Sunday, January 28, 2024

My Dutch Wife

When I first traveled to Indonesia a lifetime ago in 1979, I noticed that the beds all had a long body-length oblong pillow. I asked someone why, they told me they were called “Dutch wives.” The idea was that by hugging it, it somehow kept you cooler in the hot Indonesian nights. 

 

While it was England, Spain, France and Portugal that did the lion’s share of horrific colonization in the glamorized “Age of Exploration,” the Netherlands joined in and invaded Indonesia, particularly in Java. They were every bit as brutal as their other West European counterparts, enslaving people to increase the spice trade that motivated them in the first place (always “follow the money”). But unlike the British in Ghana, for example, there are very few traces of the Dutch presence in modern-day Java save a few colonial buildings.

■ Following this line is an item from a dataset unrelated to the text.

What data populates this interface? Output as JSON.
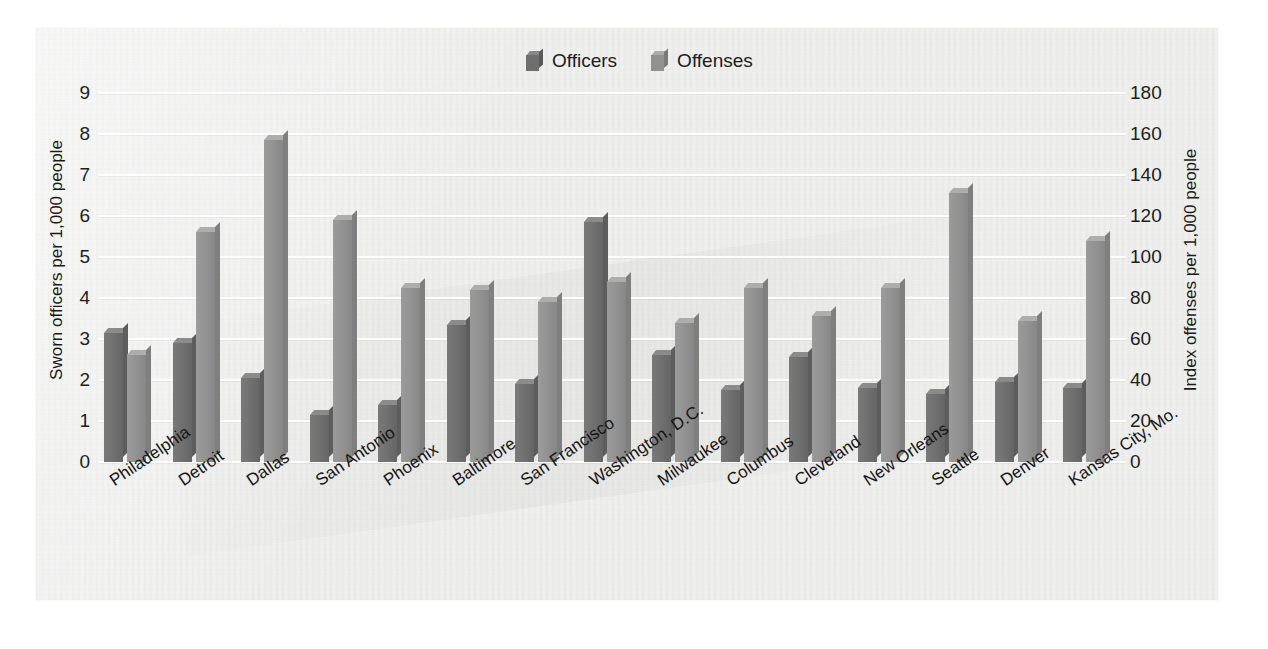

Very few speak Dutch, there are few (or no) Dutch schools that I’m aware of and though there are many Indonesian restaurants in Amsterdam, there are few (or no) Dutch restaurants in Jakarta. Perhaps their most last legacy was the Dutch wives pillows.

 

At any rate, I have one on my bed here in Taiwan and though it’s far from hot here, I can report my sleep has been better hugging my fluffy surrogate wife. Certainly not an ounce of sexual energy here, just the grand pleasure of embracing something soft and cozy with no expectations of small talk or long-term commitment. 

 

Sometimes all it takes for happiness is hugging a pillow.